By TONY LEYS • tleys@dmreg.com • November 22, 2008

Federal agents bearing a fresh indictment arrested one Agriprocessors Inc. supervisor Friday, but officials said they suspect that two others have fled to Israel.

Former poultry-line managers Hosam Amara and Zeev Levi were named in the new indictment, but their whereabouts were unknown, officials said. A spokesman for the U.S. attorney in Cedar Rapids said investigators suspect both men are now in Israel.

Dean Beebe, 51, who was identified as the Postville meatpacking plant's operations manager, was arrested Friday at the plant, prosecutors said.

He faces 10 charges handed up by a grand jury in Cedar Rapids. Beebe was accused of harboring illegal immigrants and helping them gain false documents.

Amara, 44, and Levi, whose age was unavailable, each face four similar charges.

During a related court hearing Wednesday, prosecutor Peter Deegan told a judge that he strongly suspected Amara was in Israel. Deegan said Amara contacted associates in the United States as recently as this week.

Prosecution spokesman Robert Teig said Friday that his office would not discuss what the government is doing to find the two men.

Friday's charges were just the latest in a stream of terrible news for Agriprocessors, which is in bankruptcy and has suspended production.

The company used to be Postville's dominant employer and the nation's largest producer of kosher meat. But its slide began with a May immigration raid in which nearly 400 illegal immigrants were arrested. The raid was one of the largest single-site raids by U.S. officials.

The new indictment adds immigration-related felonies and a second bank-fraud charge to the previous counts filed against former company executive Sholom Rubashkin, 49. He now faces up to 107 years in prison if convicted on all the federal charges. Rubashkin has been in jail since his arrest last week.

The indictment also adds immigration-related counts to previous charges against former human-resources official Karina Pilar Freund. Freund, 29, remained free on bond Friday.

The indictment also names the Agriprocessors company, which could face millions of dollars in fines.

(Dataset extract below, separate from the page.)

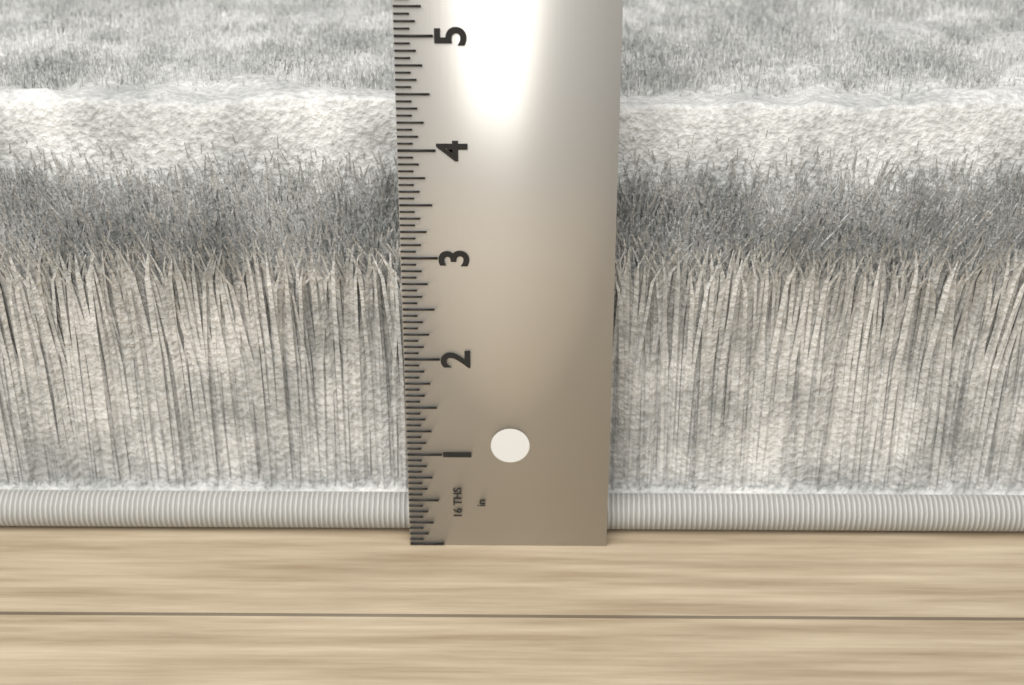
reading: 4.2500 in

Besides the federal charges, the company also faces millions of dollars in proposed state fines related to allegations that it hired underage workers and made bogus deductions from workers' wages.

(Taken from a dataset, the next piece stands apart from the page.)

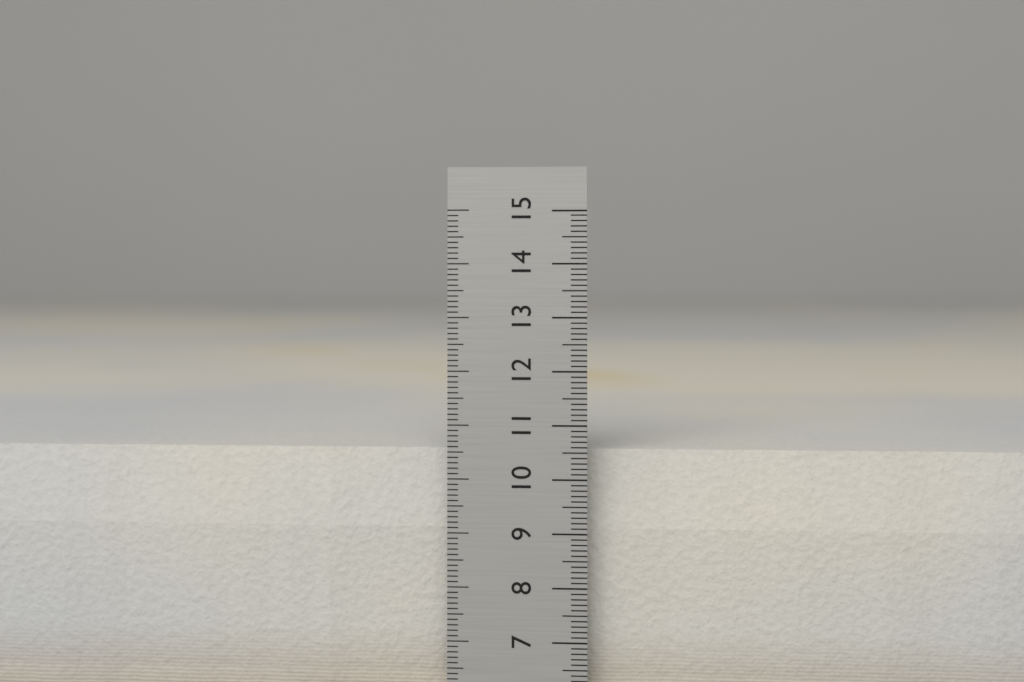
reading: 10.5 cm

The underage-worker allegations also led the state to file thousands of misdemeanor charges in September against Rubashkin, Freund, two other human-resources employees and Aaron Rubashkin, who is Sholom Rubashkin's father and the company's owner.

Baruch Weiss, Sholom Rubashkin's lawyer, said Rubashkin would plead not guilty to the new charges, as he has to previous charges. Weiss said his client had not decided whether to appeal a federal judge's ruling Thursday that he should be denied release on bail. His trial is set for late January, but Weiss predicted it would be pushed back.

A spokesman for Agriprocessors did not respond on Friday to a request for comment.

A former human-resources employee and two former foremen have pleaded guilty to federal charges and agreed to testify in future trials.